I screamed and ran, hopping the fence with an agility I could never manage while awake, and flew up the porch, slamming the door behind me, not stopping until I reached my bedroom. From there, I looked down into the garden. There he still stood, staring up at me.

A creeping feeling began in my bones. I looked down at my hands clenched on the windowsill and saw ants and beetles and spiders forcing their way through the cracks around the window frame, scuttling across my fingers. I screamed again, stumbling back from the window, and turned to face my room.

To face him. Because of course he was there. I’d known it before I turned around.

His form shifted strangely, as though it was harder to appear human when in motion. His limbs elongated, his neck stretched grotesquely as he leaned toward me.
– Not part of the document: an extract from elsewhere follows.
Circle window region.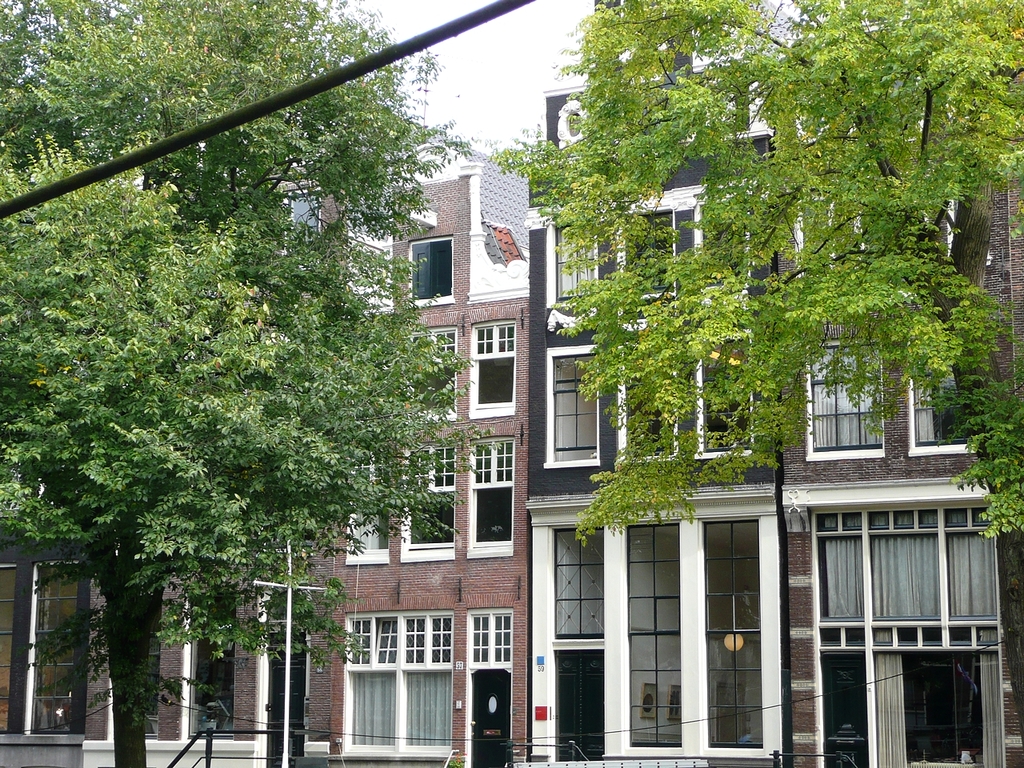
Region: x1=465 y1=606 x2=510 y2=666.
“I have waited for you, Little Bird.”

The words materialized in my head, though the sound was one of skittering legs and whirring wings. Every hair on my body stood at attention. I wanted to run, but my body wouldn’t obey me. Without knowing why my hand drifted to the necklace Asteria had given me. It felt warm, like a warning.

The Gray Man reached for me, his arm lengthening, stretching, winding through the space between us.

I opened my mouth to scream, but a hiss sounded through the room instead.